George W. Sirrine, Charles I. Robson, Charles Crismon, and Francis M. Pomeroy broke ahead of the Mesa Company to determine the permanent location for the new settlers. They arrived to Ft. Utah in Arizona on December 1877. The remainder of the nine families of the Mesa Company arrived on February 14, 1878. The company moved five miles upstream to utilize an ancient canal. The townsite was known as Mesa City.
The Genealogical Society of Utah is formed. - A precursor society to FamilySearch, the GSU was organized on November 13,1894, in the Church Historian's Office of The Church of Jesus Christ of Latter-day Saints.

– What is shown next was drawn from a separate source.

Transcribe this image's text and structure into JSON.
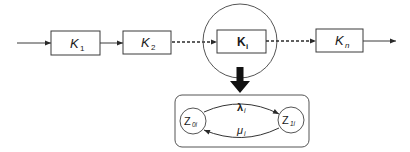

English and Scottish: from the Middle English, Old French personal name Alain, Alein (Old Breton Alan), from a Celtic personal name of great antiquity and obscurity. In England the personal name is now usually spelled Alan, the surname Allen; in Scotland the surname is more often Allan. From 1139 it was common in Scotland, where the surname also derives from Gaelic Ailéne, Ailín, from ail ‘rock’. The present-day frequency of the surname Allen in England and Ireland is partly accounted for by the popularity of the personal name among Breton followers of William the Conqueror, by whom it was imported first to Britain and then to Ireland. Saint Alan(us) was a 5th-century bishop of Quimper, who was a cult figure in medieval Brittany. Another Saint Al(l)an was a Cornish or Breton saint of the 6th century, to whom a church in Cornwall is dedicated.

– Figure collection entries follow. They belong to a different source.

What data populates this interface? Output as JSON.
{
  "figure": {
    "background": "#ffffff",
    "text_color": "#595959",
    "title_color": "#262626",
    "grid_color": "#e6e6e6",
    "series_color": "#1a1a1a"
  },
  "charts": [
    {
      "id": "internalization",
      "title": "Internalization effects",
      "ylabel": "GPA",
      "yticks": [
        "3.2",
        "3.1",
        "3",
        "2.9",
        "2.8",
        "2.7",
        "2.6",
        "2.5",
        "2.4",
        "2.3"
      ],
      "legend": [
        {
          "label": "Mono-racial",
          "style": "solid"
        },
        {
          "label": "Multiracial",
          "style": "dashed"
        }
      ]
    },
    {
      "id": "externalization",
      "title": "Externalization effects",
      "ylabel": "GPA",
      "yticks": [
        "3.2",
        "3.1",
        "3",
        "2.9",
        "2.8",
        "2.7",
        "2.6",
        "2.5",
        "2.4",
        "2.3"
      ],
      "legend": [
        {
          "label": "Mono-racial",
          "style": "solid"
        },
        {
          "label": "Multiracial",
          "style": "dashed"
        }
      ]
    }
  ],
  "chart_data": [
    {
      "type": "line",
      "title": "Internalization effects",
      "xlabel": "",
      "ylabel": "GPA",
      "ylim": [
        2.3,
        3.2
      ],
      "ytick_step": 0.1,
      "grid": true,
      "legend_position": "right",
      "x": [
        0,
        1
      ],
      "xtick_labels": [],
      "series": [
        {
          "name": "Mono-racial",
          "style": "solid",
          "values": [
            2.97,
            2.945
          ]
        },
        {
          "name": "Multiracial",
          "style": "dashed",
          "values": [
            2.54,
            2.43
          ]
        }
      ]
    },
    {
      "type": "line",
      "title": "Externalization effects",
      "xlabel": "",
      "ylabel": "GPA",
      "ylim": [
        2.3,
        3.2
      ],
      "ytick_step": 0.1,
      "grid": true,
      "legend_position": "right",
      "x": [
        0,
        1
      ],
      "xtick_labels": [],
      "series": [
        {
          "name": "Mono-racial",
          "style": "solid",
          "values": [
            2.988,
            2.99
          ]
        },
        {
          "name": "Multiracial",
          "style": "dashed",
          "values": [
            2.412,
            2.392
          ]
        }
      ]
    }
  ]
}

English: occasionally perhaps from the rare Middle English femaje personal name Aline (Old French Adaline, Aaline), a pet form of ancient Germanic names in Adal-, especially Adalheidis (see Allis ).
French: variant of Allain , a cognate of 1 above, and, in North America, (also) an altered form of this.
Dictionary of American Family Names © Patrick Hanks 2003, 2006.